Tuesday, November 17, 2009

Our climate deeds will influence other nations

The Age, November 17, 2009
This year saw the second warmest winter in Australia since records began. Across the continent, day and night, average temperatures were 1.33 degrees hotter than the average from 1961 to 1990, the 30-year period meteorologists use as their base.
September was 1.22 degrees above the long-term average. October was more normal, at 0.22 degrees above average. But as our cities and farms sizzle in the heat of November, 2009 is already our eighth hot year in a row.
It's not just in Australia. Monitoring by Britain's Met Office and the Climate Research Unit of the University of East Anglia found that around the world, on land and sea, June, July and September were the third hottest in 160 years of records - August was the second hottest.
And it is not just in 2009. Climate scientists use an 11-year rolling average, more than 4000 days of readings at more than 3000 stations, to judge whether the climate is changing. Over the 11 years to 2008, the average global temperature was 0.41 degrees higher than in the 1961-90 base period, and 0.83 degrees warmer than 100 years ago.
The earth is getting hotter. We can tackle it, or we can ignore it. It is not going away.
We all know that the mainstream of climate scientists believe the main cause is that we have pumped so much carbon dioxide and other greenhouse gases into the atmosphere that they are trapping the heat here - and that to halt the warming, we need to cut those emissions to half current levels.
That's doable. It's just expensive, especially for developing countries.
What if they're wrong?
Well, if we act on the experts' advice and it turns out they were wrong, then we've spent money we didn't need to, as we did on the Y2K scare. But if we don't act, and it turns out they were right, then we risk all the consequences they warned us about: the rising sea levels, the drying out of rural Australia, the increased frequency of extreme events, the flooding of low-lying lands such as Bangladesh, Shanghai, Manhattan, Albert Park and some Pacific islands.
Which risk should we choose? Half the Coalition MPs reportedly want us to take the second option. Malcolm Turnbull, Kevin Rudd, John Howard, Bob Brown - and, the polls find, the vast majority of Australians - want us to take the first.
But deciding to tackle climate change is just the start. How to tackle it is more tricky. There are 1000 options, expensive and effective at one end, inexpensive and ineffective at the other. And all of them are complicated by the fact that climate change is a global problem that must be tackled by national governments - each of which has a common interest in leaving the heavy lifting to others.
It is no surprise that the G20 leaders concluded at the weekend that the goal of finalising a climate change agreement in Copenhagen next month is now out of reach. The goal was always ambitious, the timetable more so. The Doha round trade negotiations are much easier, and they have been going for eight years with no agreement in sight.
Danish Prime Minister Lars Lokke Rasmussen told the G20 he hoped the 191 leaders invited to Copenhagen could still make ''a political binding agreement with specific commitment . . .  Not a political declaration with niceties, but precise language of a comprehensive political agreement covering all aspects of the Bali mandates.''
This would see:
- Developing countries commit to actions to slow the growth of their emissions.
- Developed countries commit to reduce their emissions, and help pay the bill for actions taken by developing countries.
- All countries commit to transparent rules to measure, report and verify emissions.
In real life, 191 nations can't negotiate an agreement. Prime Minister Kevin Rudd hints that Singapore might have been a scene-setter, with the real action to take place in Beijing this week when President Barack Obama calls in on President Hu Jintao on his way home. There will be no agreement without the US and China, so the rest of the world would probably have to accept any deal they make.
But it's not clear that there will be a deal, or that Obama could get it through a dysfunctional Congress, or that all 191 nations would agree to be bound to it. As Ross Garnaut explained in his report last year, on this issue, the incentives for policymakers all point them towards offering as little as possible, and trying to shift the burden of action to others. That sums up what has happened in two years of negotiations so far, and it could go on for quite a while yet.
Then why is it important what Australia does? Because climate change can only be stopped by a global agreement, and the example we set will influence - one way or another - what other countries do.
Australia is a rich country, which can afford the cost of reducing its emissions. It is the biggest per capita emitter of greenhouse gases in the G20, and one of the biggest in the world. If our Parliament cannot summon the strength of purpose to tackle climate change effectively, why should developing countries agree to actions that could hurt their more fragile economies and political systems?
That's what leadership is. But as the Coalition parties have shown, no leader can lead when his party refuses to follow. It is time for responsibility, not self-indulgence.
Tim Colebatch is Age economics editor.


▸ **PROBLEM DESCRIPTION**: Every entry should be transcribed word for word, so that nothing is missing.
== INPUT DATA
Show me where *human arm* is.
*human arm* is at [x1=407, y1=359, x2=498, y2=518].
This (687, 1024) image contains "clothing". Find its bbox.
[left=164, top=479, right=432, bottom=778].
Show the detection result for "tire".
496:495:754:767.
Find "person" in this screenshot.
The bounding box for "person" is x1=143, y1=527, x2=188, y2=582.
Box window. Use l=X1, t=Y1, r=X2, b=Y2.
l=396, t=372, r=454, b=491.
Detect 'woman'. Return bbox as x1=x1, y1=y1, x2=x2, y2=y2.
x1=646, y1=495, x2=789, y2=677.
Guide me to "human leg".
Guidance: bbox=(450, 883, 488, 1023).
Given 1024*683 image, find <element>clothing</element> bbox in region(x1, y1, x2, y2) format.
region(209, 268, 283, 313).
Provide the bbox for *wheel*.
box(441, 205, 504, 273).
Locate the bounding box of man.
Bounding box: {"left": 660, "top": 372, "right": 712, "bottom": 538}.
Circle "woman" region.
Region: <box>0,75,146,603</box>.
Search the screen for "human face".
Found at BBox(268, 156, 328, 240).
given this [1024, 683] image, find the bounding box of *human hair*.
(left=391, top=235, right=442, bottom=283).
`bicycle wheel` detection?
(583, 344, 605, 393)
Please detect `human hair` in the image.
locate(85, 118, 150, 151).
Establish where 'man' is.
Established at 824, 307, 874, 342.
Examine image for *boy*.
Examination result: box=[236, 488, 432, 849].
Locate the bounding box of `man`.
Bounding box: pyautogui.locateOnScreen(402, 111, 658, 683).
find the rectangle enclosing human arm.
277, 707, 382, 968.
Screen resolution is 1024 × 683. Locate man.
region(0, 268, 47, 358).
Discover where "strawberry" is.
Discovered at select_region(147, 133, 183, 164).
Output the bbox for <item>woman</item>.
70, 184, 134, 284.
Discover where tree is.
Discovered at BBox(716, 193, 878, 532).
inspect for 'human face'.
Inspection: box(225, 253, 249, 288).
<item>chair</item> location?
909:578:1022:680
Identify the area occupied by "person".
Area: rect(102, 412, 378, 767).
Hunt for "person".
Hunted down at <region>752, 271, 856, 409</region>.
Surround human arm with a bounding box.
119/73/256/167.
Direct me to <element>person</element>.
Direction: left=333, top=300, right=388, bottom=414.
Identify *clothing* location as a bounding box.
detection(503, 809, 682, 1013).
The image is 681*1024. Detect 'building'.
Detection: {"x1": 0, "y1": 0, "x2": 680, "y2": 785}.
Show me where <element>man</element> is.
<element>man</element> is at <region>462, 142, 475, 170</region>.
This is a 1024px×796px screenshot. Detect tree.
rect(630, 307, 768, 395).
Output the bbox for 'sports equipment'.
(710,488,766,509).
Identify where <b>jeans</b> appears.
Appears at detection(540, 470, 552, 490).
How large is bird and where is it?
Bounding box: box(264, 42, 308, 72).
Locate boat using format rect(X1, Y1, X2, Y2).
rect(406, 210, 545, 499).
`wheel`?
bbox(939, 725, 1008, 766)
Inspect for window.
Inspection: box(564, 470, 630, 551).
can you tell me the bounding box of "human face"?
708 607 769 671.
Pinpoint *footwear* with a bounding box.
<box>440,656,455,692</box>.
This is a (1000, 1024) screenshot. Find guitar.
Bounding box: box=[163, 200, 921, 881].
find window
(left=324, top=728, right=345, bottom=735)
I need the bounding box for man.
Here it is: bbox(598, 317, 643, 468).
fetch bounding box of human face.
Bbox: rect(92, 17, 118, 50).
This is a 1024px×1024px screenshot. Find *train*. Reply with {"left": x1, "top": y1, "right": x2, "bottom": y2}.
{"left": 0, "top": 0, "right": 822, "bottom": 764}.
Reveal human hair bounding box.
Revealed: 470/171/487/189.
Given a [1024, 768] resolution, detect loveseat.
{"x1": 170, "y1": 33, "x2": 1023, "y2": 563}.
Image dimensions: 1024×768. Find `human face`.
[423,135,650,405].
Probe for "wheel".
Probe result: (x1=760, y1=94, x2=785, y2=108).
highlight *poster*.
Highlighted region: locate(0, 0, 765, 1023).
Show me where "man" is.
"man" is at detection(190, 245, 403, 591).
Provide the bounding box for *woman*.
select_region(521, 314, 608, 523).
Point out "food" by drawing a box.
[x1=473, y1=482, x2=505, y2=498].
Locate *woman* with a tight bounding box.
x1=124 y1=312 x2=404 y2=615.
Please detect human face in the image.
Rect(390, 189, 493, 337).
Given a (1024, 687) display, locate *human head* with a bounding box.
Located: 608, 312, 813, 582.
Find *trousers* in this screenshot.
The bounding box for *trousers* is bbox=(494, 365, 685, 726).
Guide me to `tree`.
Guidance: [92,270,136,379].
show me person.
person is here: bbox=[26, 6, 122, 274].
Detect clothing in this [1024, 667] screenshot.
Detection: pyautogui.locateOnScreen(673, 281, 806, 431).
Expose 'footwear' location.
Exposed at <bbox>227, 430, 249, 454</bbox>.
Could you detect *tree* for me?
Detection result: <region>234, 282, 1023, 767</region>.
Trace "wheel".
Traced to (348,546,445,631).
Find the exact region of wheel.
====
▸ **EXPECTED ANSWER**:
Show me where *human arm* is.
*human arm* is at [x1=407, y1=359, x2=498, y2=518].
This (687, 1024) image contains "clothing". Find its bbox.
[left=164, top=479, right=432, bottom=778].
Show the detection result for "tire".
496:495:754:767.
Find "person" in this screenshot.
The bounding box for "person" is x1=143, y1=527, x2=188, y2=582.
Box window. Use l=X1, t=Y1, r=X2, b=Y2.
l=396, t=372, r=454, b=491.
Detect 'woman'. Return bbox as x1=x1, y1=y1, x2=x2, y2=y2.
x1=646, y1=495, x2=789, y2=677.
Guide me to "human leg".
Guidance: bbox=(450, 883, 488, 1023).
Given 1024*683 image, find <element>clothing</element> bbox in region(x1, y1, x2, y2) format.
region(209, 268, 283, 313).
Provide the bbox for *wheel*.
box(441, 205, 504, 273).
Locate the bounding box of man.
Bounding box: {"left": 660, "top": 372, "right": 712, "bottom": 538}.
Circle "woman" region.
Region: <box>0,75,146,603</box>.
Search the screen for "human face".
Found at BBox(268, 156, 328, 240).
given this [1024, 683] image, find the bounding box of *human hair*.
(left=391, top=235, right=442, bottom=283).
`bicycle wheel` detection?
(583, 344, 605, 393)
Please detect `human hair` in the image.
locate(85, 118, 150, 151).
Establish where 'man' is.
Established at 824, 307, 874, 342.
Examine image for *boy*.
Examination result: box=[236, 488, 432, 849].
Locate the bounding box of `man`.
Bounding box: pyautogui.locateOnScreen(402, 111, 658, 683).
find the rectangle enclosing human arm.
277, 707, 382, 968.
Screen resolution is 1024 × 683. Locate man.
region(0, 268, 47, 358).
Discover where "strawberry" is.
Discovered at select_region(147, 133, 183, 164).
Output the bbox for <item>woman</item>.
70, 184, 134, 284.
Discover where tree is.
Discovered at BBox(716, 193, 878, 532).
inspect for 'human face'.
Inspection: box(225, 253, 249, 288).
<item>chair</item> location?
909:578:1022:680
Identify the area occupied by "person".
Area: rect(102, 412, 378, 767).
Hunt for "person".
Hunted down at <region>752, 271, 856, 409</region>.
Surround human arm with a bounding box.
119/73/256/167.
Direct me to <element>person</element>.
Direction: left=333, top=300, right=388, bottom=414.
Identify *clothing* location as a bounding box.
detection(503, 809, 682, 1013).
The image is 681*1024. Detect 'building'.
Detection: {"x1": 0, "y1": 0, "x2": 680, "y2": 785}.
Show me where <element>man</element> is.
<element>man</element> is at <region>462, 142, 475, 170</region>.
This is a 1024px×796px screenshot. Detect tree.
rect(630, 307, 768, 395).
Output the bbox for 'sports equipment'.
(710,488,766,509).
Identify where <b>jeans</b> appears.
Appears at detection(540, 470, 552, 490).
How large is bird and where is it?
Bounding box: box(264, 42, 308, 72).
Locate boat using format rect(X1, Y1, X2, Y2).
rect(406, 210, 545, 499).
`wheel`?
bbox(939, 725, 1008, 766)
Inspect for window.
Inspection: box(564, 470, 630, 551).
can you tell me the bounding box of "human face"?
708 607 769 671.
Pinpoint *footwear* with a bounding box.
<box>440,656,455,692</box>.
This is a (1000, 1024) screenshot. Find guitar.
Bounding box: box=[163, 200, 921, 881].
find window
(left=324, top=728, right=345, bottom=735)
I need the bounding box for man.
Here it is: bbox(598, 317, 643, 468).
fetch bounding box of human face.
Bbox: rect(92, 17, 118, 50).
This is a 1024px×1024px screenshot. Find *train*. Reply with {"left": x1, "top": y1, "right": x2, "bottom": y2}.
{"left": 0, "top": 0, "right": 822, "bottom": 764}.
Reveal human hair bounding box.
Revealed: 470/171/487/189.
Given a [1024, 768] resolution, detect loveseat.
{"x1": 170, "y1": 33, "x2": 1023, "y2": 563}.
Image dimensions: 1024×768. Find `human face`.
[423,135,650,405].
Probe for "wheel".
Probe result: (x1=760, y1=94, x2=785, y2=108).
highlight *poster*.
Highlighted region: locate(0, 0, 765, 1023).
Show me where "man" is.
"man" is at detection(190, 245, 403, 591).
Provide the bounding box for *woman*.
select_region(521, 314, 608, 523).
Point out "food" by drawing a box.
[x1=473, y1=482, x2=505, y2=498].
Locate *woman* with a tight bounding box.
x1=124 y1=312 x2=404 y2=615.
Please detect human face in the image.
Rect(390, 189, 493, 337).
Given a (1024, 687) display, locate *human head* with a bounding box.
Located: 608, 312, 813, 582.
Find *trousers* in this screenshot.
The bounding box for *trousers* is bbox=(494, 365, 685, 726).
Guide me to `tree`.
Guidance: [92,270,136,379].
show me person.
person is here: bbox=[26, 6, 122, 274].
Detect clothing in this [1024, 667] screenshot.
Detection: pyautogui.locateOnScreen(673, 281, 806, 431).
Expose 'footwear' location.
Exposed at <bbox>227, 430, 249, 454</bbox>.
Could you detect *tree* for me?
Detection result: <region>234, 282, 1023, 767</region>.
Trace "wheel".
Traced to (348,546,445,631).
Find the exact region of wheel.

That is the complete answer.